Glory Road by Robert A. Heinlein
Glory Road by Robert A. Heinlein
Chapter 1
I know a place where there is no smog and no parking problem and no population explosion . . . no Cold War and no H-bombs and no television commercials . . . no Summit Conferences, no Foreign Aid, no hidden taxes–no income tax. The climate is the sort that Florida and California claim (and neither has), the land is lovely, the people are friendly and hospitable to strangers, the women are beautiful and amazingly anxious to please–
I could go back. I could–
It was an election year with the customary theme of anything you can do I can do better, to a background of beeping sputniks. I was twenty-one but couldn’t figure out which party to vote against.
Instead I phoned my draft board and told them to send me that notice.
I object to conscription the way a lobster objects to boiling water: it may be his finest hour but it’s not his choice. Nevertheless I love my country. Yes, I do, despite propaganda all through school about how patriotism is obsolete. One of my great-grandfathers died at Gettysburg and my father made that long walk back from Chosen Reservoir, so I didn’t buy this new idea. I argued against it in class–until it got me a “D,” in Social Studies, then I shut up and passed the course.
But I didn’t change my opinions to match those of a teacher who didn’t know Little Round Top from Seminary Ridge.
Are you of my generation? If not, do you know why we turned out so wrong-headed? Or did you just write us off as “juvenile delinquents?”
I could write a book. Brother! But I’ll note one key fact: After you’ve spent years and years trying to knock the patriotism out of a boy, don’t expect him to cheer when he gets a notice reading: GREETINGS: You are hereby ordered for induction into the Armed Forces of the United States–
Talk about a “Lost Generation!” I’ve read that post-World-War-One jazz–Fitzgerald and Hemingway and so on–and it strikes me that all they had to worry about was wood alcohol in bootleg liquor. They had the world by the tail–so why were they crying?
Sure, they had Hitler and the Depression ahead of them. But they didn’t know that. We had Khrushchev and the H-bomb and we certainly did know.
But we were not a “Lost Generation.” We were worse; we were the “Safe Generation.” Not beatniks. The Beats were never more than a few hundred out of millions. Oh, we talked beatnik jive and dug cool sounds in stereo and disagreed with Playboy’s poll of jazz musicians just as earnestly as if it mattered. We read Salinger and Kerouac and used language that shocked our parents and dressed (sometimes) in beatnik fashion. But we didn’t think that bongo drums and a beard compared with money in the bank. We weren’t rebels. We were as conformist as army worms. “Security” was our unspoken watchword.
Most of our watchwords were unspoken but we followed them as compulsively as a baby duck takes to water. “Don’t fight City Hall.” “Get it while the getting is good.” “Don’t get caught.” High goals, these, great moral values, and they all mean “Security.” “Going steady” (my generation’s contribution to the American Dream) was based on security; it insured that Saturday night could never be the loneliest night for the weak. If you went steady, competition was eliminated.
But we had ambitions. Yes, sir! Stall off your draft board and get through college. Get married and get her pregnant, with both families helping you to stay on as a draft-immune student. Line up a job well thought of by draft boards, say with some missile firm. Better yet, take postgraduate work if your folks (or hers) could afford it and have another kid and get safely beyond the draft–besides, a doctor’s degree was a union card, for promotion and pay and retirement.
Short of a pregnant wife with well-to-do parents the greatest security lay in being 4-F. Punctured eardrums were good but an allergy was best. One of my neighbors had a terrible asthma that lasted till his twenty-sixth birthday. No fake–he was allergic to draft boards. Another escape was to convince an army psychiatrist that your interests were more suited to the State Department than to the Army. More than half of my generation were “unfit for military service.”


## TASK GOAL
Which of the lines below mention the word "drivers"? Pull each one out.

## MATERIAL TO PROCESS

——————

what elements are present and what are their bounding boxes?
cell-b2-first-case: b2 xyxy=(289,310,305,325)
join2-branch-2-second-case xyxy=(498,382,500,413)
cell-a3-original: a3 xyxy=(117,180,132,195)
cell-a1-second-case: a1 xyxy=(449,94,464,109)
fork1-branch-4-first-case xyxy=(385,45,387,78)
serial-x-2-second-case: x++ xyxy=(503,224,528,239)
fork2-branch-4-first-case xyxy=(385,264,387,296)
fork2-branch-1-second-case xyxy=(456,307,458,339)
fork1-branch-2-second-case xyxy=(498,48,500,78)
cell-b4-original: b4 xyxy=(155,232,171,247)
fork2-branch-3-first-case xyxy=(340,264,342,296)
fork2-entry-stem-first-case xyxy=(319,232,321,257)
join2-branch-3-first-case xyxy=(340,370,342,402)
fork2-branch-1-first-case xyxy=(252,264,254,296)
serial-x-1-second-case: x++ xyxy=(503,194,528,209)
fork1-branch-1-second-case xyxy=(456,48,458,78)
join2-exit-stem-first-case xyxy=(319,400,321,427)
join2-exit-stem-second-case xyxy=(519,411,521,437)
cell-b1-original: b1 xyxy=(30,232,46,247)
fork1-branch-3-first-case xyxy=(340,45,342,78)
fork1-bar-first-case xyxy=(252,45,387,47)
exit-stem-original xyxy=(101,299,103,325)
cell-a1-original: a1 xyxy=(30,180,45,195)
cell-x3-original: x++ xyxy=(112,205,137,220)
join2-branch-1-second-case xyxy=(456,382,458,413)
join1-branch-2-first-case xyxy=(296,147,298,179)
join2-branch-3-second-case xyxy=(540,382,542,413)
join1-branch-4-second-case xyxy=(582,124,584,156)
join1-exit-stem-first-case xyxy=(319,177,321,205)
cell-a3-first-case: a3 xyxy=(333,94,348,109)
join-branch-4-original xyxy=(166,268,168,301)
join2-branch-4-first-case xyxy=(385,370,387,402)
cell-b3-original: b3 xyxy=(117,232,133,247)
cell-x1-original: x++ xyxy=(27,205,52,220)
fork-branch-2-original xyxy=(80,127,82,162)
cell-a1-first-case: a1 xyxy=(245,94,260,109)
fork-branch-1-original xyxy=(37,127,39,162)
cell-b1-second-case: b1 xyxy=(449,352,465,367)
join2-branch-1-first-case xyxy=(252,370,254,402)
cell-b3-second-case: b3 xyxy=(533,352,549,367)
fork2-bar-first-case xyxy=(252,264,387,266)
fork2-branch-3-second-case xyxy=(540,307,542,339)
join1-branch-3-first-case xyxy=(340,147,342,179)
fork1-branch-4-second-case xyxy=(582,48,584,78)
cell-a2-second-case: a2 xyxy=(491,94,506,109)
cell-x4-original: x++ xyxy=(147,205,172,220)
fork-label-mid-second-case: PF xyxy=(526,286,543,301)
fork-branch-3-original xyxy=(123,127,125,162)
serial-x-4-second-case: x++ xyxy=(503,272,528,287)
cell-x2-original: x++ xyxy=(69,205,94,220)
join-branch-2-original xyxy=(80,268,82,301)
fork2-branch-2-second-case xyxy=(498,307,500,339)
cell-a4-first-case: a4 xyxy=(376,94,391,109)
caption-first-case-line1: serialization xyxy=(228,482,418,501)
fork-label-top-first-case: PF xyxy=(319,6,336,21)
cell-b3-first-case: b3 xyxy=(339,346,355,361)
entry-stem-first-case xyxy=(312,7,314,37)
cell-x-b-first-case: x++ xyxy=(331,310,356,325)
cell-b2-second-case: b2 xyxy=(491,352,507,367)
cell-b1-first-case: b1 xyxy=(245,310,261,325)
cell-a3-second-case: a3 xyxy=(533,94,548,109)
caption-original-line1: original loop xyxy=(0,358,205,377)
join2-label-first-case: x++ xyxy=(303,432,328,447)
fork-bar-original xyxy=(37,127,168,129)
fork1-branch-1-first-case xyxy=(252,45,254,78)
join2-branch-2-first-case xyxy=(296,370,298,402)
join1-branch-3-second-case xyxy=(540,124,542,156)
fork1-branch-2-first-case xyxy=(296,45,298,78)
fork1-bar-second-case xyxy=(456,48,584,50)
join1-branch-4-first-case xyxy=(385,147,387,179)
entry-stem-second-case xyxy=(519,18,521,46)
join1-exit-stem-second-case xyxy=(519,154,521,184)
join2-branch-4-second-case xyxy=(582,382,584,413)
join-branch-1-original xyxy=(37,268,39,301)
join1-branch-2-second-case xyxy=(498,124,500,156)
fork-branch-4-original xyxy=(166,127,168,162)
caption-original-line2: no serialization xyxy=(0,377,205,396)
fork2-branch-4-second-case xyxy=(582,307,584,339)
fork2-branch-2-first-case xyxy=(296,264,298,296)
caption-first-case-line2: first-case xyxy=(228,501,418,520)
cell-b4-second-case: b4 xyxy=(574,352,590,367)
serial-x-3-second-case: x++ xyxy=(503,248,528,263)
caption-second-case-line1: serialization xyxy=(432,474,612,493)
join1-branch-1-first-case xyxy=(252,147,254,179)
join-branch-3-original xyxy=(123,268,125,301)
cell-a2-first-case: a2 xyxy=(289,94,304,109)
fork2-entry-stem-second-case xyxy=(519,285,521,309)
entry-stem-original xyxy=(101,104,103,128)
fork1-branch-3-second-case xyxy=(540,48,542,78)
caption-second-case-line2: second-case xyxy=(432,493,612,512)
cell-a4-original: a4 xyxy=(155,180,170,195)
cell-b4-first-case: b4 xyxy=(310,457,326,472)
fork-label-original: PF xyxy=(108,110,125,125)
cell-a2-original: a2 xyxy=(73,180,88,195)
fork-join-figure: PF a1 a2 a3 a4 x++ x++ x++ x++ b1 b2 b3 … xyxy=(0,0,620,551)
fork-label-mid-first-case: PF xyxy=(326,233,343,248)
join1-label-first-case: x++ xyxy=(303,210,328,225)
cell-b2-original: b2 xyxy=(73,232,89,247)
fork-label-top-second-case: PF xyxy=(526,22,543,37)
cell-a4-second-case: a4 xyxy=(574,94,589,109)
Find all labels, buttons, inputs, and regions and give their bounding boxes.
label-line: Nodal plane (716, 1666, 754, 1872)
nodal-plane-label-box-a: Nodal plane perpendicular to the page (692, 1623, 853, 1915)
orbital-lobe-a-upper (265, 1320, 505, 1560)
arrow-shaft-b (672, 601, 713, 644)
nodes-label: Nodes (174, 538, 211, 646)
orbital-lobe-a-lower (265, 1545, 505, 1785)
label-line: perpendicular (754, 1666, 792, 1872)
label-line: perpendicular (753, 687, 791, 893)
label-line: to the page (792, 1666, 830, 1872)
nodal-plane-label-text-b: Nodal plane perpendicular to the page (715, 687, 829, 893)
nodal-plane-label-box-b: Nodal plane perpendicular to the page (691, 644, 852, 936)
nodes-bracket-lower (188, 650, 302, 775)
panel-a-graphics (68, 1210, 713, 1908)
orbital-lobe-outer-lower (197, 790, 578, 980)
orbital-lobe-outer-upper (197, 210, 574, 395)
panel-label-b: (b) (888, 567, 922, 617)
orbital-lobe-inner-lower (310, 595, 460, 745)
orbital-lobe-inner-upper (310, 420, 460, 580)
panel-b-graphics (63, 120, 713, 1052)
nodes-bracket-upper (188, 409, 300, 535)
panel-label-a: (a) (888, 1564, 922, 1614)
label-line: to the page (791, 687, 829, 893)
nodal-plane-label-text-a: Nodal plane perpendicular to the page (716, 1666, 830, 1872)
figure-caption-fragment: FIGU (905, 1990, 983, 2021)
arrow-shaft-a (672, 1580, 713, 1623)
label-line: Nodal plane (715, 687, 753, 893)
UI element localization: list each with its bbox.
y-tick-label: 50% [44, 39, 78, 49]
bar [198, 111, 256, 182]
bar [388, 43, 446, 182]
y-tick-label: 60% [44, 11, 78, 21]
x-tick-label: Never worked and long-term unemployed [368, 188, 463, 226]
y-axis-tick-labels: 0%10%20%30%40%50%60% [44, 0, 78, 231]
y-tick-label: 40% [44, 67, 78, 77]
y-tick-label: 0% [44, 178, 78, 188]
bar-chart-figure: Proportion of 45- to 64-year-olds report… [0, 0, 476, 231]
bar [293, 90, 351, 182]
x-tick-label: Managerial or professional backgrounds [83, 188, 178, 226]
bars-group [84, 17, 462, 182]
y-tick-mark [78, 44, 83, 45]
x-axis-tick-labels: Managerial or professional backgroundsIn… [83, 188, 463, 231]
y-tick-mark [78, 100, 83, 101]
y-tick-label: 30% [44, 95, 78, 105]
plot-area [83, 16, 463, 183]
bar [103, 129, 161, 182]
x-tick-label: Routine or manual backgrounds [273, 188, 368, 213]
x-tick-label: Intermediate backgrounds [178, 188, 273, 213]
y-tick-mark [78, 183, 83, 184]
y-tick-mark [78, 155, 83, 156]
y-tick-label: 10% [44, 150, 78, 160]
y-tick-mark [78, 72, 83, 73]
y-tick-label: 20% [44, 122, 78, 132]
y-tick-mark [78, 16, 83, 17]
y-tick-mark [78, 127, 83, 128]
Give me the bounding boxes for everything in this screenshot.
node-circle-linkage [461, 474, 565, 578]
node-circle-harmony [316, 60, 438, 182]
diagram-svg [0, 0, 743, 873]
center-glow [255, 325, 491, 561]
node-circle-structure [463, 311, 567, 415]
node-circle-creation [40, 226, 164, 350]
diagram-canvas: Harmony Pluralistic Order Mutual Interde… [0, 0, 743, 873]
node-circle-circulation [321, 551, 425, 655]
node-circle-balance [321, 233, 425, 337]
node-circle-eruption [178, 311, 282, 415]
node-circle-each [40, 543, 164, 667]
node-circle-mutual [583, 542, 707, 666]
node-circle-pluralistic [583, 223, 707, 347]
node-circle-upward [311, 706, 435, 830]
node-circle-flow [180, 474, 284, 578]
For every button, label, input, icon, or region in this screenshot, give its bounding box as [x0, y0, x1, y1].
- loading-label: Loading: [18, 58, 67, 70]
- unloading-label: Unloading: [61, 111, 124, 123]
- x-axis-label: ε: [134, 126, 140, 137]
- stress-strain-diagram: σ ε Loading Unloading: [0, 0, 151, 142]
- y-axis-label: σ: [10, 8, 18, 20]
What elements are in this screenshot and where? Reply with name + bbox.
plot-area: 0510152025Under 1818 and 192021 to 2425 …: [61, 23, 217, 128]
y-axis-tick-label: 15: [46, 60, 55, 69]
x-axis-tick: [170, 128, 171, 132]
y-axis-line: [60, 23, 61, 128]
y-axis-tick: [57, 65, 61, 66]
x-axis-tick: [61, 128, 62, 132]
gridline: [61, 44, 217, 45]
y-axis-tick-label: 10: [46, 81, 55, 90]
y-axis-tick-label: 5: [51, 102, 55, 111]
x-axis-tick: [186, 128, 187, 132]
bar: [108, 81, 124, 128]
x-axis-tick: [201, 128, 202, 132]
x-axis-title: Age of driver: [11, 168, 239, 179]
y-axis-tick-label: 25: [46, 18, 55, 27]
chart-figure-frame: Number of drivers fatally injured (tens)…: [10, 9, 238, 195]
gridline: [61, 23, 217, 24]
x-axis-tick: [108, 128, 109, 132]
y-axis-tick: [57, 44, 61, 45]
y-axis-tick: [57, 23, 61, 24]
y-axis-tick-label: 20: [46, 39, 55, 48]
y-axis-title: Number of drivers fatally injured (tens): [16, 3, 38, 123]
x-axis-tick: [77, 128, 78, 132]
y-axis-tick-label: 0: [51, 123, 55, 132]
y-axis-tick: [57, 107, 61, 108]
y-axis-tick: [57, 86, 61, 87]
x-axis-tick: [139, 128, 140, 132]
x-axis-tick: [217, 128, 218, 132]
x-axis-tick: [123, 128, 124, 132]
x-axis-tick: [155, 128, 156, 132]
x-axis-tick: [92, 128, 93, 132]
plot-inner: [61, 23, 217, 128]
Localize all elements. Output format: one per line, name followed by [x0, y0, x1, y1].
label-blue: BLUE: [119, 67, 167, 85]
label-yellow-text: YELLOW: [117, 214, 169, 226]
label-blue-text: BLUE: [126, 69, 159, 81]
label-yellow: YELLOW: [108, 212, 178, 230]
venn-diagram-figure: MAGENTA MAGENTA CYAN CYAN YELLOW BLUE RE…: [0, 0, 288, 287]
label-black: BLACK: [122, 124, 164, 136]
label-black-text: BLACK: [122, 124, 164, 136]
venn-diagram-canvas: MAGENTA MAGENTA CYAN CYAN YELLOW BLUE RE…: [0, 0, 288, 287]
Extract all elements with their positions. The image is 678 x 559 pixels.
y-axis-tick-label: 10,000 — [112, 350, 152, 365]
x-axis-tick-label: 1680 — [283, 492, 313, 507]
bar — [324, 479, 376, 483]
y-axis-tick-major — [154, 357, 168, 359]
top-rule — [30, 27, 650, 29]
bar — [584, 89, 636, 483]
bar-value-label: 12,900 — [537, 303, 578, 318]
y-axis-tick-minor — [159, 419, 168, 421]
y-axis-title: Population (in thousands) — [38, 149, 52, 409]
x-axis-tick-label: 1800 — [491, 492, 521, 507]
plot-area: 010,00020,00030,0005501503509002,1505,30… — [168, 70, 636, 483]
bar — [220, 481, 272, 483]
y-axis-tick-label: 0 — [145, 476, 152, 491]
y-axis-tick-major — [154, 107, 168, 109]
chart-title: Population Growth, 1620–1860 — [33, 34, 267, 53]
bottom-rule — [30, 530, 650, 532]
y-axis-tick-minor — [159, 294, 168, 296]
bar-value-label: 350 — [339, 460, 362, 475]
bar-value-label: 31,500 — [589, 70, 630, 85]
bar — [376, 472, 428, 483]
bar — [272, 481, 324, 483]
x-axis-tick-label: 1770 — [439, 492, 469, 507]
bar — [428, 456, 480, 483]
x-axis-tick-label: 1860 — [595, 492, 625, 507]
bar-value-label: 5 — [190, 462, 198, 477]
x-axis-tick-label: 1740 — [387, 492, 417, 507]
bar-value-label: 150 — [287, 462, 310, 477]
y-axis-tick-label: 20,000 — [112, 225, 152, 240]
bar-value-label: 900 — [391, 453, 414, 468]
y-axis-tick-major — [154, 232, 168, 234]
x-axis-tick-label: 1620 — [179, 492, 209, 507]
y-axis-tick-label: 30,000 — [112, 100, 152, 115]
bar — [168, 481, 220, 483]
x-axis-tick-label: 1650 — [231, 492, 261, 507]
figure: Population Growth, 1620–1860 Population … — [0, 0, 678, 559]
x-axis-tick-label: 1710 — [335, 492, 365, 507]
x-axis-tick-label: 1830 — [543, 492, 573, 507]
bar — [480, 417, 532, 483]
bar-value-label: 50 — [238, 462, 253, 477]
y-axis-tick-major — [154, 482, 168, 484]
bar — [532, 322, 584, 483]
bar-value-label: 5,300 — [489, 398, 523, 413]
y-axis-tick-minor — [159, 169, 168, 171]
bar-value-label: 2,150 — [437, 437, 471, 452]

——————

## SOLUTION FOR THIS TASK
chart-figure-frame: Number of drivers fatally injured (tens)…: [10, 9, 238, 195]
y-axis-title: Number of drivers fatally injured (tens): [16, 3, 38, 123]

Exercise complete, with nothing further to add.